In the first Tactical Communication class I attended, a video was shown of a State Trooper’s interaction with a driver of a vehicle he had pulled over. The driver’s reaction was very emotional and full of expletives.

The class was asked to comment on how the State Trooper handled the traffic stop in terms of composure, his professionalism and verbal control of the situation. The situation was then discussed in detail and lessons drawn from it.

Before a class of police officers Shanahan role-plays with student officers in a mock traffic stop. Shanahan acts out various verbal responses, emotional reactions, and problems drivers often present officers when they pull over drivers. Officers in turn to use a simple structured dialogue designed to maintain control and exert authority that if employed can avoid many of the problems and responses often encountered.

Of course traffic stops are a sort of unique situation requiring both officer control and driver response.
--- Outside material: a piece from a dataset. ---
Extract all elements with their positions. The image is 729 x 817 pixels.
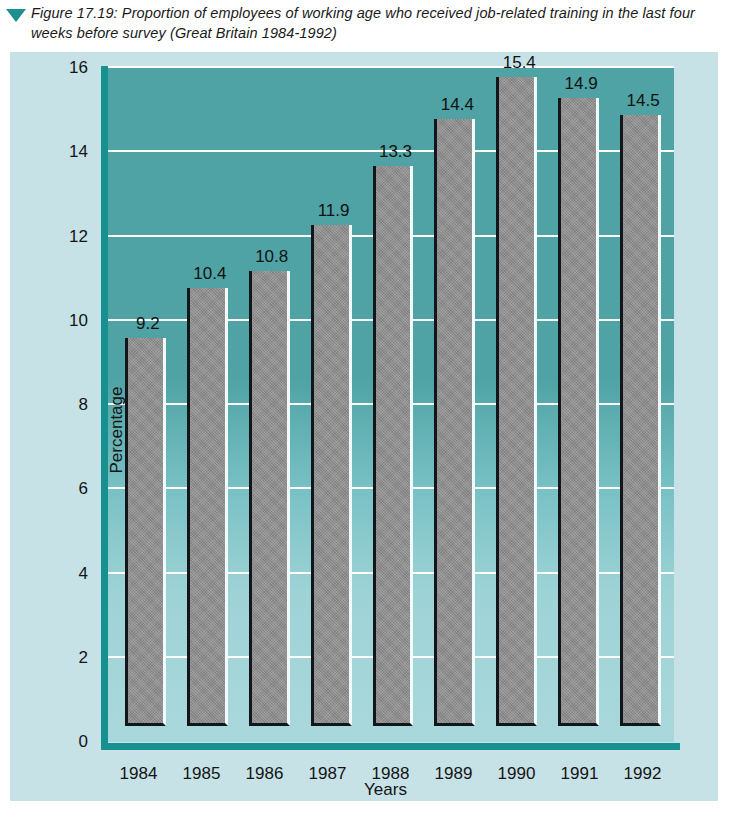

To help officers a simple word formula was suggested-- a series of statements to be used in traffic stops. Taken together these sentences provided a short hand method to professionally and effectively execute a traffic stop – a method to maintain control and elicit driver responses. The objective was to teach officers how to verbally engage a driver to minimize potential conflict or verbal abuse, to allow inspection of a license, and registration and issue a ticket or make an arrest.

Officers and recruits then role-played with each other to employ the suggested wording. With practice the method becomes ingrained and natural.

So how effective is the program? One of the officers in the course commented, “The course makes a lot of sense, it is something I can use. It is learning how to communicate, so you can communicate in a way others can easily understand and accept what you are saying and asking them to do.”

In mid-town New York, I asked one police officer on the street what he thought about the training. Asking that his name not be used, he said he found Tactical Communications very useful. “It’s another tool in our tool bag,“ he said. “It took a little re-training for me, but now I find it can be effective. I have found that it makes dealing with the public smoother and often easier.”

Talking to a variety of other cops on the streets in various boroughs of NYC, there were similar reactions. Several cops complimented the program and one officer on security duty at one of the bridges leading to Manhattan cited back to this writer the exact verbal strategy most often used when dealing with civilian compliance.

Another cop on traffic duty in the Bronx, however, said he couldn’t remember much about the program. “It was over four years ago,” he said. This comment underscores the difficulty of teaching such a large force and the need for periodic retraining.


Rate This Article

Select your Rating


Your Comments:

(Please add your name or initials)

Your email address:
(Required)

(Check here if you would like to
receive our newsletter)

About The Author:

Christopher Caile is founder and Editor of FightingArts.com


To find more articles of interest, search on one of these keywords:

Verbal Judo,NYPD,James Shanahan,,New York City Police Academy,Dr. George Thompson


Read more articles by Christopher Caile

Return to Security and Law Enforcement

Return to the Main Reading Room

 

 

Advertising InformationFeedback
Home Forums Reading Room Estore About Us

Copyright © 2017 - 2030 FightingArts.com a division of eCommunities LLC.
All rights reserved. Use of this website is governed by the Terms of Use .

Privacy Statement



Action Ads
1.5 Million Plus Page Views
Monthly
Only $89
Details

Fight Videos
Night club fight footage and street fights captured with the world's first bouncer spy cam

How to Matrix!
Learn ten times faster with new training method. Learn entire arts for as little as $10 per disk.

Self Defense
Stun guns, pepper spray, Mace and self defense products. Alarms for personal and home use.

TASER MC26C
Stop An Urban Gorilla: Get 2 FREE TASER M26C Replacement Air Cartridges With Each New TASER M26C!